Step 7: Continue or finish
If the user wants more optimization, go back to Step 2 with fresh flamegraphs from your latest run. The profile will have shifted now that you've addressed the top bottleneck, revealing new targets.
Keep iterating until:
- The user says they're satisfied
- The flamegraph shows no clear bottleneck (time is spread evenly)
- Remaining optimizations would require architectural changes the user hasn't approved
- You've hit diminishing returns (<1-2% improvement per change)
Language-specific notes
Rust
- Use
cargo codspeed build -m <mode>to build,cargo codspeed runto run
--bench <name>selects specific benchmark suites (matching[[bench]]targets in Cargo.toml)
- Positional filter after
cargo codspeed runmatches benchmark names (e.g.,cargo codspeed run cat.jpg)
- Frameworks: criterion, divan, bencher (all work with cargo-codspeed)
Python
- Uses pytest-codspeed:
codspeed run -m simulation -- pytest --codspeed
- Framework: pytest-benchmark compatible
Node.js
- Frameworks: vitest (
@codspeed/vitest-plugin), tinybench v5 (@codspeed/tinybench-plugin), benchmark.js (@codspeed/benchmark.js-plugin)
- Run via:
codspeed run -m simulation -- npx vitest bench(or equivalent)
Go
- Built-in:
codspeed run -m simulation -- go test -bench .
- No special packages needed — CodSpeed instruments
go test -benchdirectly
C/C++
- Uses Google Benchmark with valgrind-codspeed
- Build with CMake, run benchmarks via
codspeed run
Any language (exec harness)
- Use
codspeed exec -m <mode> -- <command>for any executable
- Or define benchmarks in
codspeed.ymland usecodspeed run
- No code changes required — CodSpeed instruments the binary externally
MCP tools reference
You have access to these CodSpeed MCP tools:
- **
list_runs**: Find run IDs. Filter by branch, event type. Use this to find your baseline and latest runs.
- **
compare_runs**: Compare two runs. Shows improvements, regressions, new/missing benchmarks with formatted values. This is your primary tool for measuring impact.
- **
query_flamegraph**: Inspect where time is spent. Parameters:
run_id: which run to look at
benchmark_name: full benchmark URI
depth_limit: call tree depth (default 5, max 20)

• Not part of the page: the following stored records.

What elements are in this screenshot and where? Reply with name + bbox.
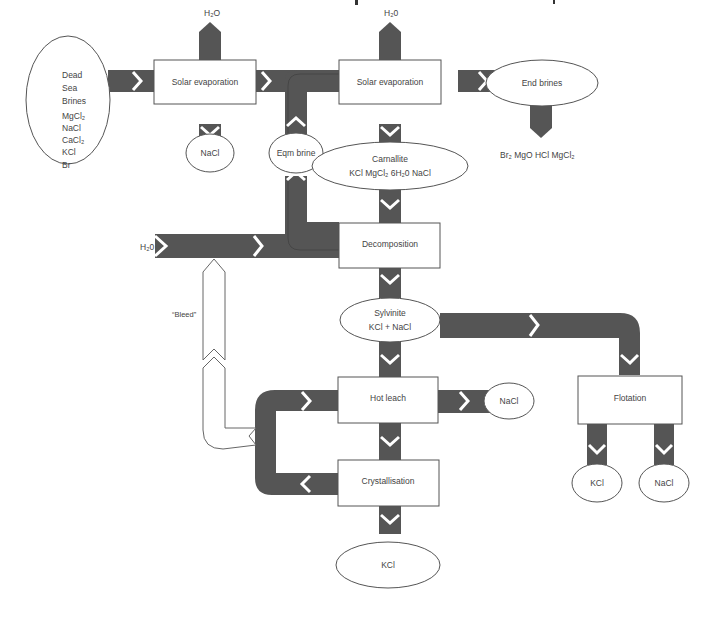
node-flotation[interactable]: Flotation [578, 376, 682, 424]
cropped-title [355, 0, 555, 5]
box-label: Solar evaporation [357, 77, 424, 87]
source-line: Dead [62, 70, 83, 80]
node-dead-sea-brines[interactable]: Dead Sea Brines MgCl₂ NaCl CaCl₂ KCl Br [26, 36, 110, 170]
box-label: Decomposition [362, 239, 418, 249]
source-line: MgCl₂ [62, 111, 85, 121]
box-label: Hot leach [370, 393, 406, 403]
process-flow-diagram: “Bleed” Dead Sea Brines MgCl₂ NaCl CaCl₂… [0, 0, 714, 621]
bleed-label: “Bleed” [172, 310, 197, 319]
node-nacl-1[interactable]: NaCl [186, 134, 234, 172]
node-decomposition[interactable]: Decomposition [339, 223, 440, 268]
h2o-label-2: H₂0 [384, 8, 398, 18]
node-nacl-flotation[interactable]: NaCl [639, 464, 689, 502]
h2o-label-1: H₂O [204, 8, 220, 18]
oval-title: Sylvinite [374, 308, 406, 318]
source-line: NaCl [62, 123, 81, 133]
source-line: CaCl₂ [62, 135, 84, 145]
oval-label: NaCl [500, 396, 519, 406]
oval-formula: KCl + NaCl [369, 322, 411, 332]
source-line: Br [62, 160, 71, 170]
node-carnallite[interactable]: Carnallite KCl MgCl₂ 6H₂0 NaCl [312, 142, 468, 190]
node-kcl-main[interactable]: KCl [336, 542, 440, 588]
box-label: Crystallisation [362, 476, 415, 486]
oval-formula: KCl MgCl₂ 6H₂0 NaCl [349, 168, 431, 178]
oval-label: NaCl [201, 148, 220, 158]
node-crystallisation[interactable]: Crystallisation [338, 460, 439, 506]
end-brines-products: Br₂ MgO HCl MgCl₂ [500, 150, 575, 160]
source-line: Brines [62, 96, 86, 106]
node-solar-evaporation-2[interactable]: Solar evaporation [339, 60, 441, 104]
node-kcl-flotation[interactable]: KCl [572, 464, 622, 502]
box-label: Flotation [614, 393, 647, 403]
oval-label: Eqm brine [277, 148, 316, 158]
source-line: KCl [62, 147, 76, 157]
oval-label: End brines [522, 78, 563, 88]
bleed-flow [203, 259, 256, 449]
box-label: Solar evaporation [172, 77, 239, 87]
node-end-brines[interactable]: End brines [486, 60, 598, 106]
node-sylvinite[interactable]: Sylvinite KCl + NaCl [340, 298, 440, 342]
oval-title: Carnallite [372, 154, 408, 164]
node-nacl-2[interactable]: NaCl [484, 383, 534, 419]
node-solar-evaporation-1[interactable]: Solar evaporation [154, 60, 256, 104]
oval-label: KCl [590, 478, 604, 488]
oval-label: KCl [381, 560, 395, 570]
h2o-label-left: H₂0 [140, 242, 154, 252]
source-line: Sea [62, 83, 77, 93]
node-hot-leach[interactable]: Hot leach [338, 377, 438, 423]
oval-label: NaCl [655, 478, 674, 488]
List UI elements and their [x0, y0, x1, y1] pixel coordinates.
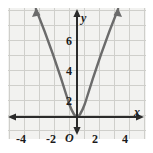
x-axis-arrow-left: [8, 113, 16, 120]
x-tick-label-pos2: 2: [92, 133, 98, 145]
axis-lines: [8, 8, 146, 139]
x-tick-label-pos4: 4: [122, 133, 128, 145]
x-tick-label-neg2: -2: [46, 133, 56, 145]
y-tick-label-2: 2: [66, 95, 72, 107]
origin-label: O: [65, 132, 74, 144]
y-axis-arrow-up: [73, 9, 80, 17]
y-axis-name-label: y: [81, 12, 86, 24]
y-axis-arrow-down: [73, 127, 80, 135]
y-tick-label-4: 4: [66, 65, 72, 77]
x-axis-name-label: x: [134, 106, 140, 118]
y-tick-label-6: 6: [66, 35, 72, 47]
graph-figure: -4 -2 2 4 O 2 4 6 y x: [0, 0, 153, 153]
x-tick-label-neg4: -4: [16, 133, 26, 145]
plot-area: [8, 8, 146, 139]
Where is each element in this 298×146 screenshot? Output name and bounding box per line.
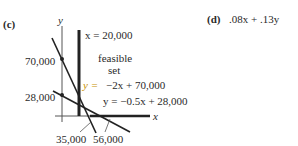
region-label-set: set (108, 64, 120, 76)
y-tick-70000: 70,000 (25, 55, 55, 67)
part-c-label: (c) (3, 18, 15, 30)
y-axis-label: y (58, 14, 63, 26)
eq-line2: y = −0.5x + 28,000 (103, 95, 188, 107)
x-tick-56000: 56,000 (93, 133, 123, 145)
pointer-35000 (80, 122, 91, 132)
x-tick-35000: 35,000 (56, 133, 86, 145)
point-0-70000 (60, 57, 64, 61)
point-0-28000 (60, 93, 64, 97)
eq-line1-rhs: −2x + 70,000 (106, 79, 165, 91)
eq-vertical: x = 20,000 (85, 29, 132, 41)
eq-line1-lhs: y = (83, 79, 98, 91)
part-d-label: (d) (207, 13, 220, 25)
y-tick-28000: 28,000 (25, 91, 55, 103)
region-label-feasible: feasible (98, 52, 132, 64)
x-axis-label: x (153, 110, 158, 122)
part-d-expression: .08x + .13y (229, 13, 279, 25)
pointer-56000 (105, 119, 110, 132)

root_function_name: re-root at a specific function to zoom in
- **
list_repositories**: Find the repository slug if needed
- **
get_run**: Get details about a specific run
Guiding principles
- Everything goes through CodSpeed. Never run benchmarks outside of the CodSpeed CLI. Never quote timing numbers from raw benchmark output. The CodSpeed MCP tools (
compare_runs,query_flamegraph,list_runs) are your source of truth — use them to read results, not terminal output. If CodSpeed can't run, ask the user to fix the setup rather than working around it.
- Measure first, optimize second. Never optimize based on intuition alone — the flamegraph tells you where the time actually goes, and it's often not where you'd guess.
- One change at a time. Isolated changes make it clear what helped and what didn't.
- Correctness over speed. Always run tests. A fast but broken program is useless.
- Simulation for iteration, walltime for validation. Simulation is deterministic and fast for feedback. Walltime is the ground truth. Both run through CodSpeed.
- Know when to stop. Diminishing returns are real. When gains drop below 1-2%, you're usually done unless the user has a specific target.
- Be transparent. Show the user your reasoning, the numbers, and the tradeoffs. Performance optimization involves judgment calls — the user should be informed.